I do not quite understand why the <math>a_-\psi_0(x)</math> should be zero. Can it be some value between zero and <math>\frac{1}{2}\hbar\omega</math>?
It has to be zero because of quantization of energy. If you apply the lowering operator <math>a_-</math> to a wavefunction repeatedly, you will travel down the “energy ladder” in discrete increments. The <math>a_-</math> operator is our method of “stepping down” a rung of energy. At some point, you have to reach a state of zero energy, since we can't have negative energy. The ground state <math>\psi_0</math> of a wavefunction is defined as the state with the smallest amount of energy a particle can possess in a binding potential (<math>\frac{\hbar\omega}{2}</math> for the simple harmonic potential). Since <math>\psi_0</math> is the lowest energy state with nonzero energy, applying the lowering operator <math>a_-</math> will step down a rung on the energy ladder to zero energy.
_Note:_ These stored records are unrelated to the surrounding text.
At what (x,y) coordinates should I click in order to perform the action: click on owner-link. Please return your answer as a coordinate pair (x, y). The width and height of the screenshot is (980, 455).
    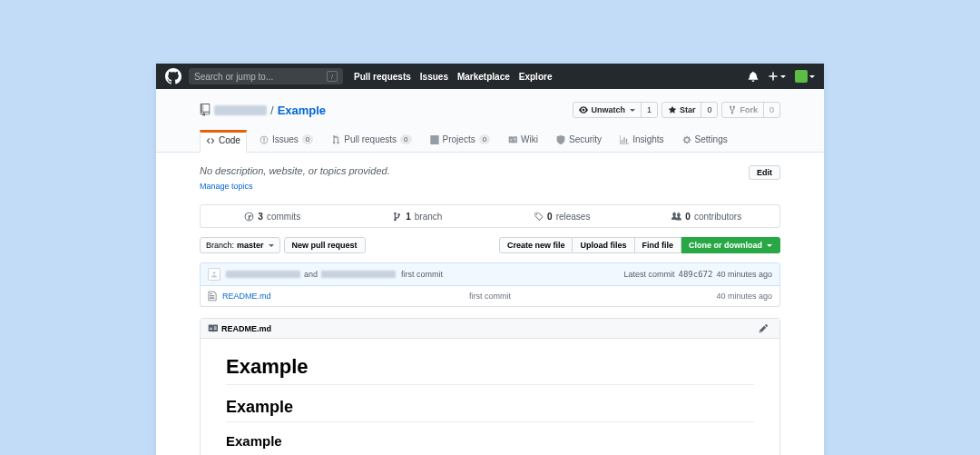
    Looking at the image, I should click on (240, 111).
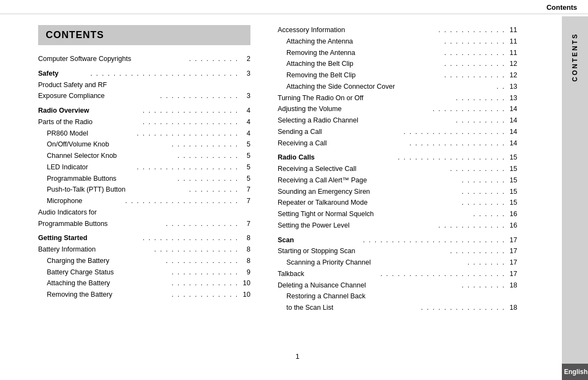 The height and width of the screenshot is (380, 588). Describe the element at coordinates (397, 181) in the screenshot. I see `toc-entry: Receiving a Call Alert™ Page . . . . . .…` at that location.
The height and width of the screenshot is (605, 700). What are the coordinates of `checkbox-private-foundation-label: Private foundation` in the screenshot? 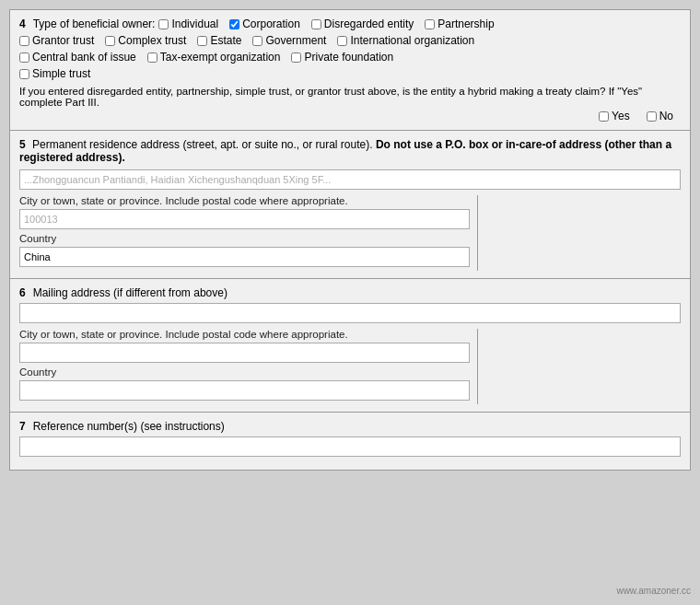 It's located at (348, 57).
<math>\(a_{-}\)\psi_{0}\(x\)</math> must be non-normalizable (read: identically 0) or it wouldn't be <math>\psi_{0}</math> but <math>\psi_{1}</math> instead.
I don’t think about it in terms of energy. Thinking about it that way led me to the same question you asked. Here's how I think about now, after asking the Prof about it: We know that for any wavefunction there is some ground state, <math>\psi_0</math>, which is a stationary state; it’s the bottom rung on the ladder. Anywhere below this ground state the wavefunction cannot exist at all. So, if we step down one step from <math>\psi_0</math>, we’ll get zero (no wavefunction). That is, <math>a_-\psi_0(x) = 0</math>. Then we solve and magically get a value for <math>\psi_0</math> for the wavefunction of a harmonic oscillator, which is cool.
Would the Algebraic Method (with or without ladder operators) work with potentials other than the SHO? The spring potential is an interesting classical problem, but there are still so many more. Will some form of the Algebraic Method work in general? Or must other potentials be solved analytically?
With regards to the end of the analytical solution to the harmonic oscillator potential (p.54): I understand that the power series must terminate to prevent the asymptotic behavior as x goes to infinity. After this is where I get confused. We choose some arbitrary n so that the coefficients for all higher terms are 0. I see how K = 2n + 1 fits into this requirement from Equation 2.81. My question is, why can we decide that the power series terminates at arbitrary n for a corresponding energy <math>E_n</math>? I see how the quantization falls out of the math, but the logic of it all isn't clicking.
I noticed at the beginning of the power series method for the harmonic oscillator, Griffiths assumes that x is very large (bottom of p.51). But aren’t we usually looking at small x in a harmonic oscillator? How is Griffiths defining ‘very large x’ so that the solution is still useful and valid?
I'm also confused by this…Isn't x supposed to represent the position of the oscillator? Why are we only looking at large displacements?